Like a lot of late '90s kids TV, Diary of a Wimpy Kid is not very funny, wholly predicable, and the clichés are frosted on.
Does the Nickelodeon Channel still exist? Is it still of this world, clinging on to existence like Capri Sun? Someone should check, because otherwise this film is in trouble.
Despite being an adaptation of Jeff Kinney’s very modern 'novel in cartoons', Diary of a Wimpy Kid has a strangely '90s retro feel: rigidly marketed for kids, it is without any of the blended, self-knowingly 'adult' comedy that has become de rigueur in modern child cinema.
And, like a lot of late '90s kids TV, it’s not very funny, wholly predicable, the CGI looks like it's been done with an Amiga, and the clichés are frosted on; an overdressed Halloween party, the screaming, spoilt high school bully, the class geek with braces and specs, the calamitous school play.
Seemingly determined to be as derivative as possible, Diary improbably brings a bit of film noir along for the ride, with beret-wearing, camera wielding ‘journalist’ Chloe Moretz providing the omnipresent voice of reason.
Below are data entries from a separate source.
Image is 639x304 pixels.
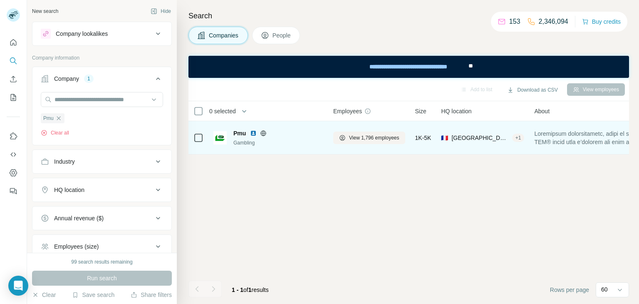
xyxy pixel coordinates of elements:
button: Annual revenue ($) [32,208,171,228]
span: [GEOGRAPHIC_DATA], [GEOGRAPHIC_DATA] [451,133,508,142]
button: HQ location [32,180,171,200]
span: Pmu [233,129,246,137]
span: Employees [333,107,362,115]
button: Industry [32,151,171,171]
span: About [534,107,549,115]
div: New search [32,7,58,15]
button: Employees (size) [32,236,171,256]
button: Clear [32,290,56,299]
button: Use Surfe on LinkedIn [7,128,20,143]
iframe: Banner [188,56,629,78]
div: Annual revenue ($) [54,214,104,222]
div: Open Intercom Messenger [8,275,28,295]
button: Download as CSV [501,84,563,96]
button: Quick start [7,35,20,50]
button: Search [7,53,20,68]
button: Feedback [7,183,20,198]
p: 60 [601,285,607,293]
button: Save search [72,290,114,299]
span: 1 [248,286,252,293]
button: Company lookalikes [32,24,171,44]
span: View 1,796 employees [349,134,399,141]
div: HQ location [54,185,84,194]
img: Logo of Pmu [213,131,227,144]
span: Pmu [43,114,54,122]
div: 1 [84,75,94,82]
div: Employees (size) [54,242,99,250]
span: of [243,286,248,293]
span: Rows per page [550,285,589,294]
span: results [232,286,269,293]
span: HQ location [441,107,471,115]
div: Company [54,74,79,83]
span: 1 - 1 [232,286,243,293]
img: LinkedIn logo [250,130,257,136]
div: Industry [54,157,75,165]
div: Gambling [233,139,323,146]
p: Company information [32,54,172,62]
div: 99 search results remaining [71,258,132,265]
button: Enrich CSV [7,72,20,86]
button: Hide [145,5,177,17]
button: Buy credits [582,16,620,27]
div: + 1 [512,134,524,141]
span: 1K-5K [415,133,431,142]
button: My lists [7,90,20,105]
div: Company lookalikes [56,30,108,38]
h4: Search [188,10,629,22]
span: People [272,31,291,39]
p: 2,346,094 [538,17,568,27]
button: Share filters [131,290,172,299]
span: Size [415,107,426,115]
p: 153 [509,17,520,27]
button: Use Surfe API [7,147,20,162]
span: Companies [209,31,239,39]
button: Dashboard [7,165,20,180]
button: Company1 [32,69,171,92]
span: 🇫🇷 [441,133,448,142]
button: Clear all [41,129,69,136]
button: View 1,796 employees [333,131,405,144]
span: 0 selected [209,107,236,115]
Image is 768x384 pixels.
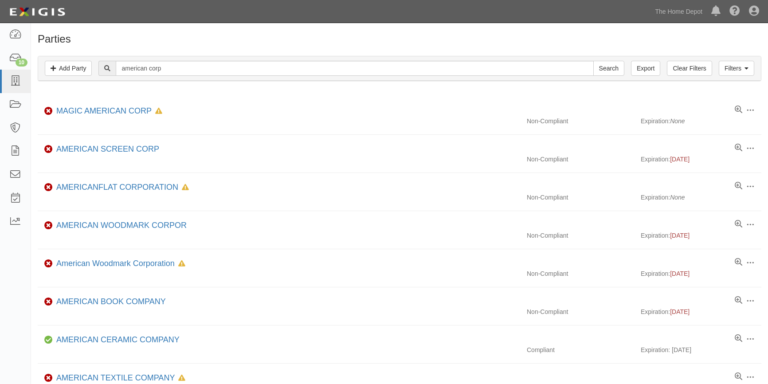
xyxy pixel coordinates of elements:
[631,61,660,76] a: Export
[520,307,641,316] div: Non-Compliant
[53,334,180,346] div: AMERICAN CERAMIC COMPANY
[520,155,641,164] div: Non-Compliant
[53,296,166,308] div: AMERICAN BOOK COMPANY
[53,220,187,231] div: AMERICAN WOODMARK CORPOR
[650,3,707,20] a: The Home Depot
[670,270,689,277] span: [DATE]
[56,106,152,115] a: MAGIC AMERICAN CORP
[155,108,162,114] i: In Default since 10/26/2023
[44,184,53,191] i: Non-Compliant
[44,261,53,267] i: Non-Compliant
[178,375,185,381] i: In Default since 03/11/2023
[44,108,53,114] i: Non-Compliant
[116,61,593,76] input: Search
[38,33,761,45] h1: Parties
[44,337,53,343] i: Compliant
[53,258,185,270] div: American Woodmark Corporation
[735,182,742,191] a: View results summary
[56,259,175,268] a: American Woodmark Corporation
[735,296,742,305] a: View results summary
[641,193,761,202] div: Expiration:
[593,61,624,76] input: Search
[520,117,641,125] div: Non-Compliant
[53,372,185,384] div: AMERICAN TEXTILE COMPANY
[735,106,742,114] a: View results summary
[56,183,178,191] a: AMERICANFLAT CORPORATION
[56,335,180,344] a: AMERICAN CERAMIC COMPANY
[44,375,53,381] i: Non-Compliant
[735,334,742,343] a: View results summary
[53,144,159,155] div: AMERICAN SCREEN CORP
[670,156,689,163] span: [DATE]
[44,299,53,305] i: Non-Compliant
[56,145,159,153] a: AMERICAN SCREEN CORP
[641,117,761,125] div: Expiration:
[667,61,711,76] a: Clear Filters
[735,372,742,381] a: View results summary
[670,308,689,315] span: [DATE]
[729,6,740,17] i: Help Center - Complianz
[641,307,761,316] div: Expiration:
[178,261,185,267] i: In Default since 03/22/2025
[56,221,187,230] a: AMERICAN WOODMARK CORPOR
[719,61,754,76] a: Filters
[520,231,641,240] div: Non-Compliant
[670,194,684,201] i: None
[45,61,92,76] a: Add Party
[735,144,742,152] a: View results summary
[641,231,761,240] div: Expiration:
[520,193,641,202] div: Non-Compliant
[56,297,166,306] a: AMERICAN BOOK COMPANY
[7,4,68,20] img: logo-5460c22ac91f19d4615b14bd174203de0afe785f0fc80cf4dbbc73dc1793850b.png
[182,184,189,191] i: In Default since 09/11/2023
[641,269,761,278] div: Expiration:
[670,117,684,125] i: None
[641,345,761,354] div: Expiration: [DATE]
[670,232,689,239] span: [DATE]
[53,182,189,193] div: AMERICANFLAT CORPORATION
[735,220,742,229] a: View results summary
[16,59,27,66] div: 10
[641,155,761,164] div: Expiration:
[735,258,742,267] a: View results summary
[44,223,53,229] i: Non-Compliant
[44,146,53,152] i: Non-Compliant
[53,106,162,117] div: MAGIC AMERICAN CORP
[520,345,641,354] div: Compliant
[56,373,175,382] a: AMERICAN TEXTILE COMPANY
[520,269,641,278] div: Non-Compliant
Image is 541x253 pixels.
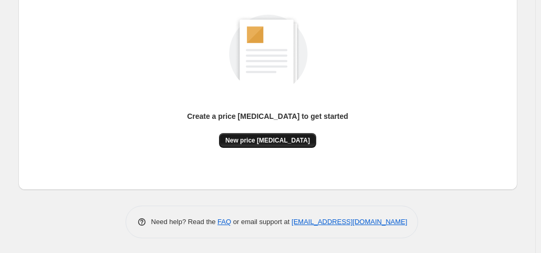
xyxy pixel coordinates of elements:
a: [EMAIL_ADDRESS][DOMAIN_NAME] [291,217,407,225]
button: New price [MEDICAL_DATA] [219,133,316,148]
span: or email support at [231,217,291,225]
span: Need help? Read the [151,217,218,225]
p: Create a price [MEDICAL_DATA] to get started [187,111,348,121]
a: FAQ [217,217,231,225]
span: New price [MEDICAL_DATA] [225,136,310,144]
Only the notebook animations from Kinney’s novels that punctuate the live action narrative provide a freshness that elevates this to something more than TV fodder.
Greg Heffley (Zach Gordon), our hero for the film, is supposed to be the eponymous wimpy kid; a middle child, bullied by his older brother and jealous of the baby, and a bit of a loner at school, reliant on a few choice friendships. The problem is, like Seth from The OC, Greg isn’t actually wimpy at all. Infact, he’s cool. For a pre-pubescent kid, he’s irreverent, quick with a comeback and looks like a young Joseph Gordon-Levitt.
In reality, girls would be scrapping in a queue by the bike sheds. One day, maybe, Hollywood will be brave enough to go through with one of their titles. You tell us you have a wimp, now give us a damn wimp.